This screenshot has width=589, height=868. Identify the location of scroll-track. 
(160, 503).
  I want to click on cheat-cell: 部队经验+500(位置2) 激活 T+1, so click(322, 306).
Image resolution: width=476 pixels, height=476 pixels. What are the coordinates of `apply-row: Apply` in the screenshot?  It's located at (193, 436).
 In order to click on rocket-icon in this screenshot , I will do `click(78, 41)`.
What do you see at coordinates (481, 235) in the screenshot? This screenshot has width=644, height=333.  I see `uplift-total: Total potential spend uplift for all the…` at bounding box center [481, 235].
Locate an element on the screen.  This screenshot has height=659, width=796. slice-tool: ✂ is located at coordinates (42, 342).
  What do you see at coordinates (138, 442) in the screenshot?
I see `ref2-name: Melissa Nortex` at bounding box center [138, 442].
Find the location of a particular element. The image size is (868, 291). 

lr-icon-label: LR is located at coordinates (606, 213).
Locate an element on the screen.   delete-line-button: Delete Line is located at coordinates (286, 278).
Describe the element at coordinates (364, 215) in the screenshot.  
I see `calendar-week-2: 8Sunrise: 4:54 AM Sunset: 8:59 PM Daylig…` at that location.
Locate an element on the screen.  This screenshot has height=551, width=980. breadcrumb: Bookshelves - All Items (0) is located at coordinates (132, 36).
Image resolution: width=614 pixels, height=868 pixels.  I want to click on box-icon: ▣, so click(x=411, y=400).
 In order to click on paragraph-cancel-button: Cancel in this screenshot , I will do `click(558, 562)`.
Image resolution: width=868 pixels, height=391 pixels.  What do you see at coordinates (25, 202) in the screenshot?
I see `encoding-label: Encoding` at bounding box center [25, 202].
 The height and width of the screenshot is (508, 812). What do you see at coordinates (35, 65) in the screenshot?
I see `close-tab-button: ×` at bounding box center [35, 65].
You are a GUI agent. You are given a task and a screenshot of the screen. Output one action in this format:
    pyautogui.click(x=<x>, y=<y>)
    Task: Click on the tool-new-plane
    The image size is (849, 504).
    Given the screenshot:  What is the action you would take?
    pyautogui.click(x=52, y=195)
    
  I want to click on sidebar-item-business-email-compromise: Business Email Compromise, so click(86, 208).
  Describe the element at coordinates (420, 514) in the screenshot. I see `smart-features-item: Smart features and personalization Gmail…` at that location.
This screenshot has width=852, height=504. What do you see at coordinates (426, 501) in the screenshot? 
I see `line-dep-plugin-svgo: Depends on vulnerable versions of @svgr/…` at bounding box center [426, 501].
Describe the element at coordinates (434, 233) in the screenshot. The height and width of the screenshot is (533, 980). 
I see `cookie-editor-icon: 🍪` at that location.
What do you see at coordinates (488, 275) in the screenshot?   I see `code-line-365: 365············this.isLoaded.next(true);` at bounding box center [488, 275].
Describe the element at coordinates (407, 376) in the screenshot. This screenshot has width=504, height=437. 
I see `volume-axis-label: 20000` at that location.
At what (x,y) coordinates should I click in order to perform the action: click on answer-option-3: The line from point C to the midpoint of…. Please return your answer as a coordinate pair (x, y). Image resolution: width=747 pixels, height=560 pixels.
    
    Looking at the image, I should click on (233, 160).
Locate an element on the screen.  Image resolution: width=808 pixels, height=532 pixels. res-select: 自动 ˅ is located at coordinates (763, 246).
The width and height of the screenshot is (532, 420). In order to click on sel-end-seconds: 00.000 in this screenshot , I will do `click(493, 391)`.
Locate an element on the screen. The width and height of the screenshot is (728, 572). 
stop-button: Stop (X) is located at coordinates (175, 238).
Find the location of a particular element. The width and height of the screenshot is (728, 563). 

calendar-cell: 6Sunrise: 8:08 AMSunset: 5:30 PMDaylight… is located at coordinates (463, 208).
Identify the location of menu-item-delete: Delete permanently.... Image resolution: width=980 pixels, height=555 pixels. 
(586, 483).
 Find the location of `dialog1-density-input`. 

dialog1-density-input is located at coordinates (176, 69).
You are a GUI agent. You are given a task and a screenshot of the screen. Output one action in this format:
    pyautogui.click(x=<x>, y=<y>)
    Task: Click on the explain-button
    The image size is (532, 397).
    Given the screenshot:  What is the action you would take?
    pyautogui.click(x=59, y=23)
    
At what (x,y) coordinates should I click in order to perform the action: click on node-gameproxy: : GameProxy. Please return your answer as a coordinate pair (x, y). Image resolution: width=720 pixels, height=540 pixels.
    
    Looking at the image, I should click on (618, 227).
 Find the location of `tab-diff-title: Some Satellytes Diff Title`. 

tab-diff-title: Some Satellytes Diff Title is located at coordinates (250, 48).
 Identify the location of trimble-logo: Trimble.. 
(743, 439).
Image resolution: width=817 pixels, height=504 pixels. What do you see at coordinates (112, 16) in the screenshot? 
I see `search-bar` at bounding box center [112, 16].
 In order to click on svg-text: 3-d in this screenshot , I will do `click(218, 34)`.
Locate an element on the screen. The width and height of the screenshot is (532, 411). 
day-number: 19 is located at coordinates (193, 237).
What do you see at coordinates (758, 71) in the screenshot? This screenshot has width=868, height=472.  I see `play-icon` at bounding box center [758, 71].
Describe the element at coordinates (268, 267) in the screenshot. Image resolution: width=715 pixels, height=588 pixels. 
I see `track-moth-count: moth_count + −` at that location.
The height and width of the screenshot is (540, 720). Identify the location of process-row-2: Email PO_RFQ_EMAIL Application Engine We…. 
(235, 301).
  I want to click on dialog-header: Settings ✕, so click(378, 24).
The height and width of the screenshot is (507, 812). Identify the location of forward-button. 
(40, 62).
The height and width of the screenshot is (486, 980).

• [What to do]: All lines in the listing above with the string "will" should be returned.

• [Answer to this problem]:
 In order to click on rocket-icon in this screenshot , I will do `click(78, 41)`.
 In order to click on paragraph-cancel-button: Cancel in this screenshot , I will do `click(558, 562)`.
The width and height of the screenshot is (532, 420). In order to click on sel-end-seconds: 00.000 in this screenshot , I will do `click(493, 391)`.
 In order to click on svg-text: 3-d in this screenshot , I will do `click(218, 34)`.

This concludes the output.